Film director and Shelter Islander Rory Kennedy is no stranger to the clash between politics and emotion, as both her own life experiences and those of the subjects of her films convey. From attacking tough issues, such as the tensions between spectators of New York City’s Puerto Rican Day Parade and residents of the neighborhoods it passes through, in I’m Boricua, Just So You Know! or following the mayoral campaign trail from an incumbent’s point of view in Street Fight, to Pandemic: Facing Aids, bringing the AIDS crisis closer to American viewers, and taking a harsh look at the death penalty in The Execution of Wanda Jean, Kennedy’s work has made her familiar with the often overlooked, human side of the American sociopolitical machine. As she once told her college newspaper, she uses media “to bring attention to the marginalized people.”

Her own life, which began with the assassination of her father, US Senator Robert F. Kennedy, six months before her birth, and the death of her cousin, John F. Kennedy, Jr., and his wife en route to Rory’s wedding, coupled with the premature deaths of two of her brothers, has been a testament to human perseverance and Rory’s own drive to succeed. A committed social activist and human rights advocate, Rory Kennedy has sat on the board of the Legal Action Center, the Project Return Foundation and the Joseph P. Kennedy, Jr., Foundation Associate Trustees Program. She was a member of the 1999 Presidential Mission on AIDS in Africa, and developed the Teacher Transfer Program between the U.S. and Namibia after her work at the Dobra Resettlement Camp. She also has been a member of the Robert F. Kennedy Memorial Human Rights delegations in South Africa, South Korea, Japan, El Salvador and Poland. When she is not filming and helping people in far-away places, Rory and her family like to spend time on Shelter Island, dining with friends at the Vine Street Café and unwinding in one of the least political and least controversial places on earth — the Hamptons.

Although interested in the power of politics and the importance of philanthropy, Rory Kennedy’s most celebrated role is that of a filmmaker. After graduating from Brown University with a Bachelor’s degree in Women’s Studies, Rory set out on her journey to become one of the United States premier documentary filmmakers and, subsequently, one of the most influential women in film. Her first professional project, Pandemic: Facing AIDS, was produced for the Emmy and Peabody award-winning HBO special series “America Undercover” in 1993. This powerful documentary cemented her relationship with the network, whose popularity and cutting-edge image would allow Rory to showcase her more volatile films in a very public forum. In 1998, Rory Kennedy merged her production company, Moxie Films, with fellow Brown University alumnus Liz Garbus’ Firecracker Films to form Moxie Firecracker Films, Inc. In 1999, Rory and her husband, Mark Bailey, wrote a book entitled American Hollow, and later adapted it to the screen. Since then, she has produced and directed documentary films for HBO, PBS, Lifetime Television and A&E. Her films have been nominated for Academy Awards (Best Documentary Film, Street Fight) and the Sundance Film Festival’s Independent Spirit Award (American Hollow) and a Primetime Emmy Award (American Hollow). Her work has also won numerous awards, including the U.S. International Film and Video Festival’s CINE Golden Eagle and the National Educational Media Network’s Silver Apple for Fire in Our House.

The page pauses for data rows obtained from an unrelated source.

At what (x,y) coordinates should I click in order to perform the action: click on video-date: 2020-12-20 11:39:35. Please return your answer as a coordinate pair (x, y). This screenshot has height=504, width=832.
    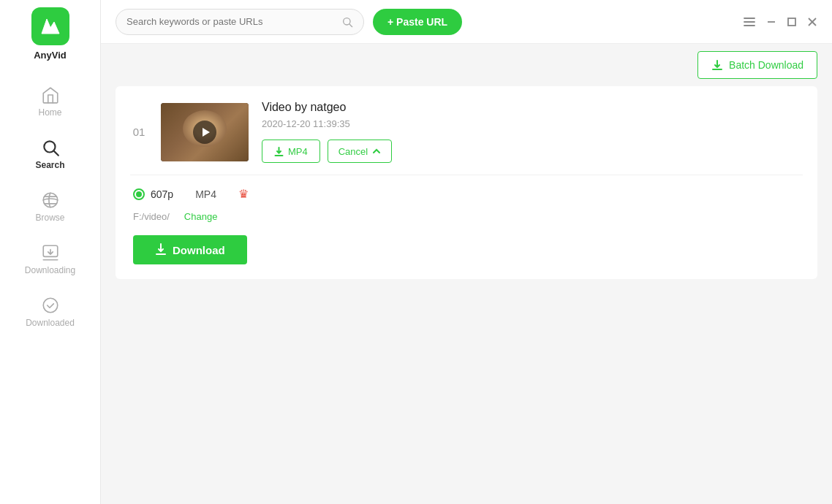
    Looking at the image, I should click on (532, 124).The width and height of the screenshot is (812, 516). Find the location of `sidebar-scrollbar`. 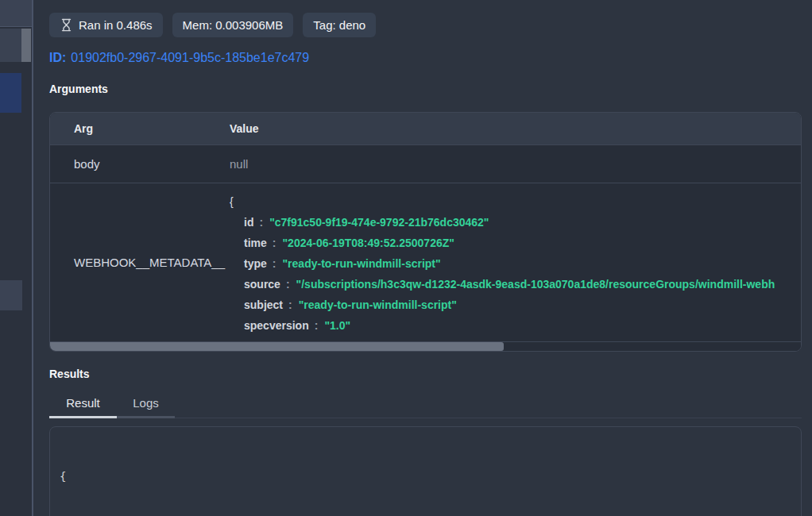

Moxie Firecracker Films, Inc.’s latest release, Ghosts of Abu Ghraib, has won rave reviews from both audiences and critics at every film festival at which it has been presented. Ghosts of Abu Ghraib documents the 2003 Iraqi prison scandal and examines the policy decisions that contributed to the inhumane actions which were inflicted upon Iraqi prisoners by U.S. soldiers. In the making of this film, Rory Kennedy showed her typical fearlessness as she interviewed witnesses, perpetrators and victims of these atrocious crimes in order to uncover how such a tragedy could have occurred under the supposedly democratic eyes of the United States military. The film references the 1961 Yale University experiment that tried to uncover the secret behind the Nazi’s unrelenting willingness to follow orders, in which students were made to believe that they were administering electric shock “punishments” to other students when they answered questions incorrectly, sometimes administering lethal shocks when instructed to do so by the experiment moderator. And just as psychologist Stanley Milgram tried to examine how Nazi soldiers could torture and kill other human beings under orders, Rory Kennedy uses her power as a filmmaker to delve deep into the psychological processes that allowed these young American soldiers to stifle compassion and eventually torture and kill their prisoners by complying with what they thought to be unquestionable orders.

She begins her argument by explaining how and why the United States decided to ignore the standards of the Geneva Convention of 1948 that put forth how prisoners of war must be treated, and traces the United States Military’s recent history of systematic torture and abuse of prisoners in the name of intelligence gathering. She tries as only an expert documentary filmmaker can to unveil how an administration forced 300 young guards to control 6,000 prisoners, under the guidance of superiors who instructed them to go as far as possible without causing “organ failure or death,” and who treated even those basic guidelines as insignificant suggestions, often ignoring one if not both. While the superior officers who ordered the torture are not depicted in the film, as none of them were punished for their actions, Kennedy interviews the youngest, lowest-ranking soldiers who were forced to carry out these unspeakable acts and then forced to pay the price for them once their offenses were made public. Coupled with testimony from former prisoners and the family members of those who lost their lives within the walls of Abu Ghraib during the 2003 US Military inquisitions, Kennedy creates a chilling picture of the new face of the United States military and its war on terror.

During this year, before the next presidential election, this film emerges as a lingering reminder of how the current administration has marred the United States formerly spotless reputation in the eyes of the rest of the developed world.

Rory Kennedy’s latest documentary film, Ghosts of Abu Ghraib, will air on HBO on Thursday, February 22 at 9:30 p.m. and again on Friday at 4:35 a.m. and Tuesday, February 27 at 12:15 a.m.